Love notes help kids learn to write

I had just arrived home from a late-evening meeting and was brushing my teeth in preparation for bed, when I glanced up and saw a tiny heart cut out of paper taped to the bathroom mirror. Inside the heart was a message, ''To Mom, I Love You, From Laurel.'' That note made my day!

The next evening, while Laurel was setting the table for supper, she said, ''Don't watch.'' When we came to the table, our napkins had been decorated with markers and contained notes, ''For Dad'' and ''For Mom.''

Writing little notes to each other has become a tradition in our family. It began when our daughter was just learning how to read and write. We would write love notes to her on a memo board or leave them by her place at the table. From them she learned that writing communicates.

But the tradition didn't end when she had learned how to read and write, because our family enjoyed the written messages so much. Today Laurel, now a first-grader, requests a note in her lunch box every day. Usually it is a little note hastily written on a pad of paper, but sometimes we buy or make special note cards. Her dad sends a poem in her lunch box from time to time.

Laurel, in turn, has enjoyed copying our model. Once I received a note in my brown-bag lunch, and her dad found one in his wallet.

There are many uses for writing as well. We have received invitations to doll shows, plays, puppet skits, and performances, usually with handwritten programs as well as homemade tickets.

In the summer we send each other invitations to picnics. Laurel invites us up to her tree house. Once I made Laurel and a friend each a coupon. After they had eaten their picnic lunches, they could redeem their coupons for ice cream cones. Since then her dad and I have received coupons that we can redeem for kisses and hugs, paintings, and the like.

At holiday times (especially Easter and Valentine's Day), we have a treasure hunt, with little notes hidden in progression around the house leading to a surprise gift. Not long after one such treasure hunt, I arrived home from work to find a treasure hunt that Laurel and her baby-sitter had made for me! At the end was a special drawing with a note on it.

There is no end to the imaginative uses of writing to provide family entertainment and warm feelings. If parents write to their children, they will be pleasantly surprised at how thoughtful their children are in returning written messages.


From the entries that follow, extract each line holding the string "tick".

Records contained in a dataset:
■ ■ ■ ■ ■

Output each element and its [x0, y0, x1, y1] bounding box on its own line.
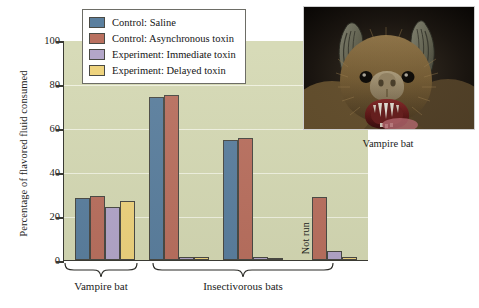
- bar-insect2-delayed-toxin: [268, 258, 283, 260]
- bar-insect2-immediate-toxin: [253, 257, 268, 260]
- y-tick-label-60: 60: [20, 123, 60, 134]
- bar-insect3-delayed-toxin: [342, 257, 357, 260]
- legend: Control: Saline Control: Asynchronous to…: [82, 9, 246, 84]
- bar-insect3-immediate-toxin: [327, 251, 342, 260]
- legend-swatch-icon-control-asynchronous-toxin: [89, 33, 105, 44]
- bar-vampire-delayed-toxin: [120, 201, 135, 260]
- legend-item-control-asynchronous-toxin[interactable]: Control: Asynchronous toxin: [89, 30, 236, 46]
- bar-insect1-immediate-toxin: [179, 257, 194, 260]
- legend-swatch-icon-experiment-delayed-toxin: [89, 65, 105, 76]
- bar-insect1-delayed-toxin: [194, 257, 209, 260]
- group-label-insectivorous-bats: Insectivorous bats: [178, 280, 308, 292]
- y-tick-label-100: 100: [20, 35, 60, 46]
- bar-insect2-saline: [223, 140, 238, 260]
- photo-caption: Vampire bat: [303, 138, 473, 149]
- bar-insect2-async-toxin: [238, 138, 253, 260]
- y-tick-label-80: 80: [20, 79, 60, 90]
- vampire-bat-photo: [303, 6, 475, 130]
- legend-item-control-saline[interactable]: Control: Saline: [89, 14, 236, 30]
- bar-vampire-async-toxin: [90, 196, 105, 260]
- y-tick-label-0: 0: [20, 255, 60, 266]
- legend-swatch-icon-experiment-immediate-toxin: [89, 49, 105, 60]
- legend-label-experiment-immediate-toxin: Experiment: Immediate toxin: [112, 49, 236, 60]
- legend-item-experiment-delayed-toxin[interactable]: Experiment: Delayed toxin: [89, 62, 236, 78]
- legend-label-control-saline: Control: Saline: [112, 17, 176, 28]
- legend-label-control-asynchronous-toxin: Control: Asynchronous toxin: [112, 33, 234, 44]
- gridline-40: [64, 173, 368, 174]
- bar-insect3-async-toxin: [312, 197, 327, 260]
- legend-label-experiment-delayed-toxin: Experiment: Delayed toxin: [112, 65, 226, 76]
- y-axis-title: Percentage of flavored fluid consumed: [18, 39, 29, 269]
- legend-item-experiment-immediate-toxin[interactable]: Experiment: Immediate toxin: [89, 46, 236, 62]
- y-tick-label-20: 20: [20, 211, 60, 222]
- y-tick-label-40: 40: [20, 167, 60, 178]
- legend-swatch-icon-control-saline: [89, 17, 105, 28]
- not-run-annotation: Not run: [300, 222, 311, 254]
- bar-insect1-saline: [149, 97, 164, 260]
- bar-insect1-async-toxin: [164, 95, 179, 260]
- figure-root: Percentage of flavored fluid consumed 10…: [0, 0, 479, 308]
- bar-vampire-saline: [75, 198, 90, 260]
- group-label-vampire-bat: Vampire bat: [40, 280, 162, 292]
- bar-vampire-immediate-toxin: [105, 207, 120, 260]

■ ■ ■ ■ ■

• [Task output]:
- y-tick-label-60: 60: [20, 123, 60, 134]
- y-tick-label-100: 100: [20, 35, 60, 46]
- y-tick-label-80: 80: [20, 79, 60, 90]
- y-tick-label-0: 0: [20, 255, 60, 266]
- y-tick-label-20: 20: [20, 211, 60, 222]
- y-tick-label-40: 40: [20, 167, 60, 178]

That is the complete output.